The task: Please repeat, precisely as written, only the lines from the one containing "At what (x,y)" through the last line of the records below, pictures omitted.
Content starts
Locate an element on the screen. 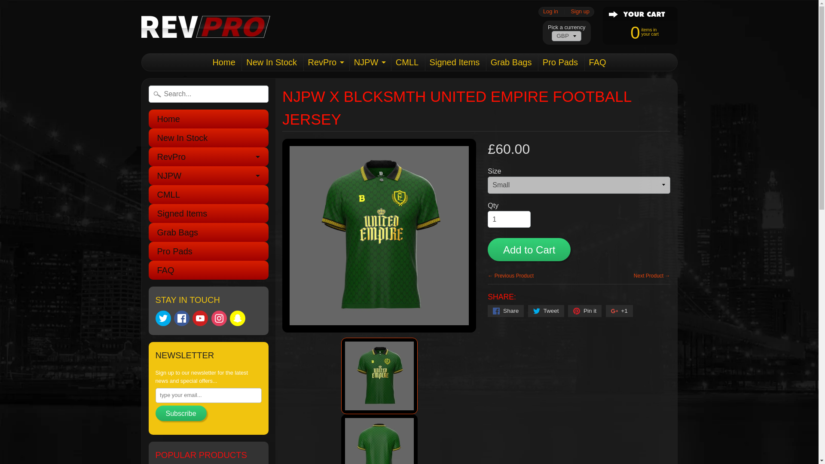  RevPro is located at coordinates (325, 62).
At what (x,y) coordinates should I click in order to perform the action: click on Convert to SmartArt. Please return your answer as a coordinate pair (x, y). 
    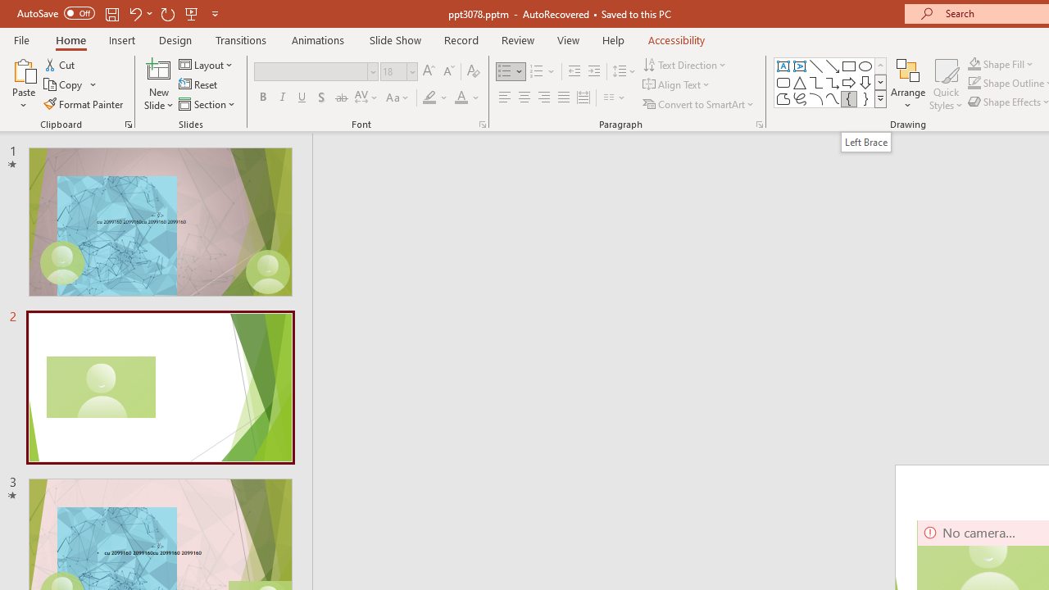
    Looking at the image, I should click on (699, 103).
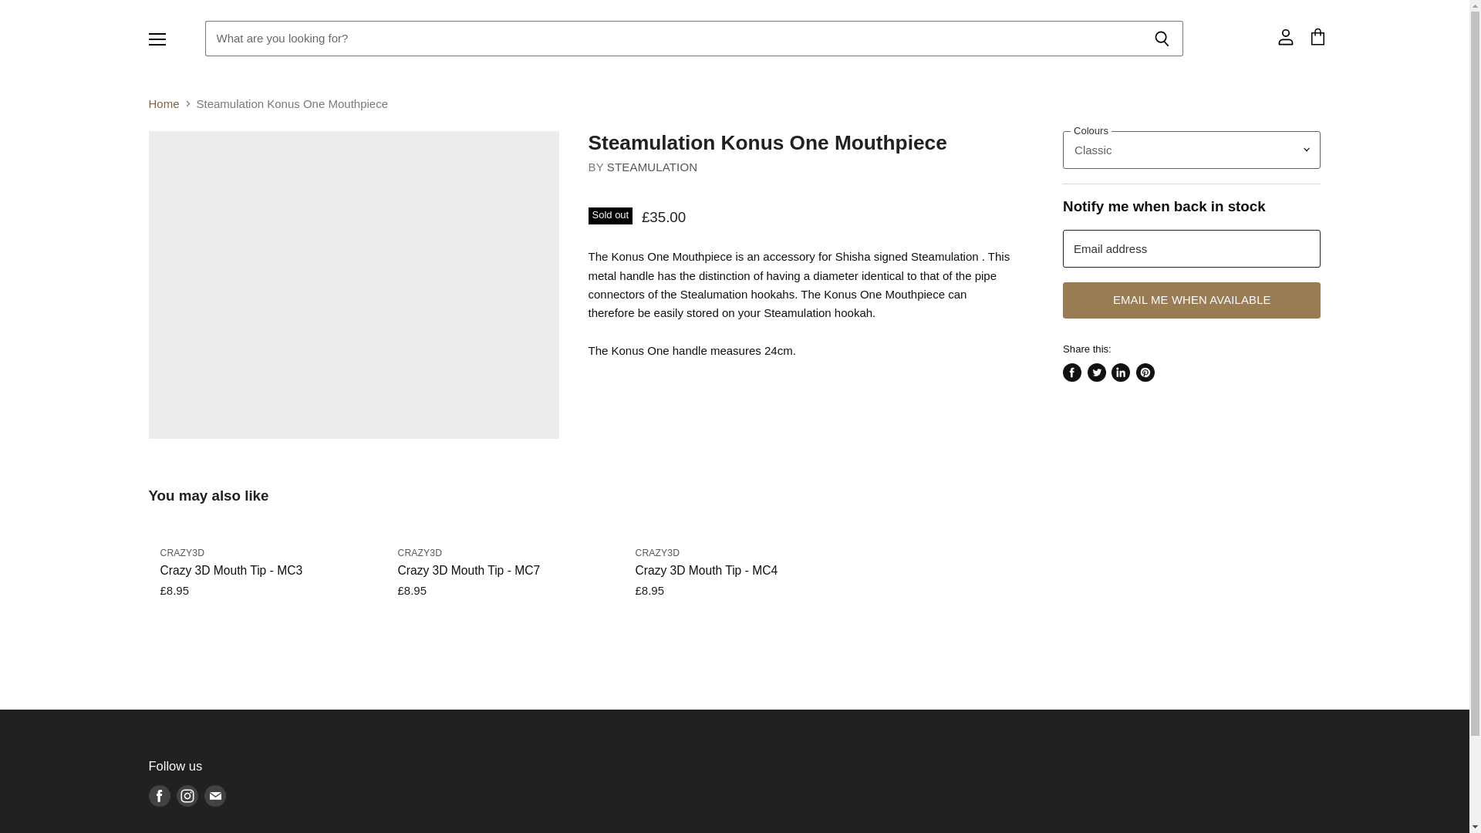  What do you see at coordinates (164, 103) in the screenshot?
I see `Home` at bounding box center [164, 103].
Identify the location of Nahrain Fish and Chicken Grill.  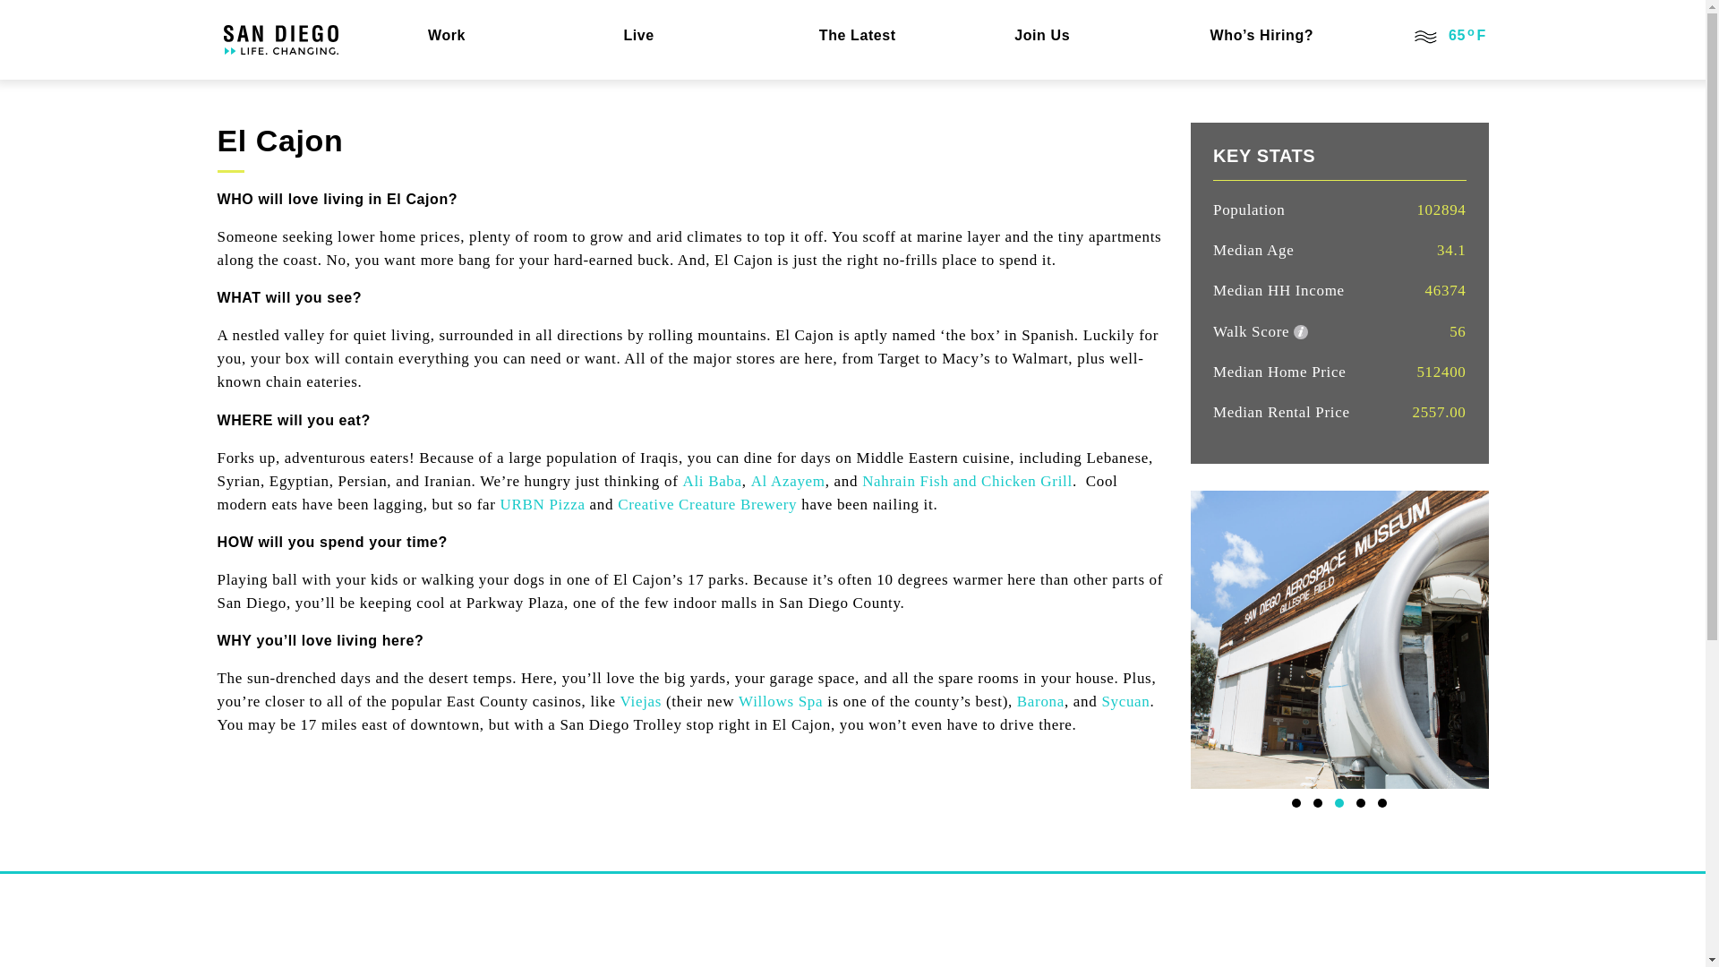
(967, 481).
Content ends
Result for this exercise:
At what (x,y) coordinates should I click in order to perform the action: click on Convert to SmartArt. Please return your answer as a coordinate pair (x, y). 
    Looking at the image, I should click on (699, 103).
  What do you see at coordinates (164, 103) in the screenshot?
I see `Home` at bounding box center [164, 103].
Identify the location of Nahrain Fish and Chicken Grill.  
(967, 481).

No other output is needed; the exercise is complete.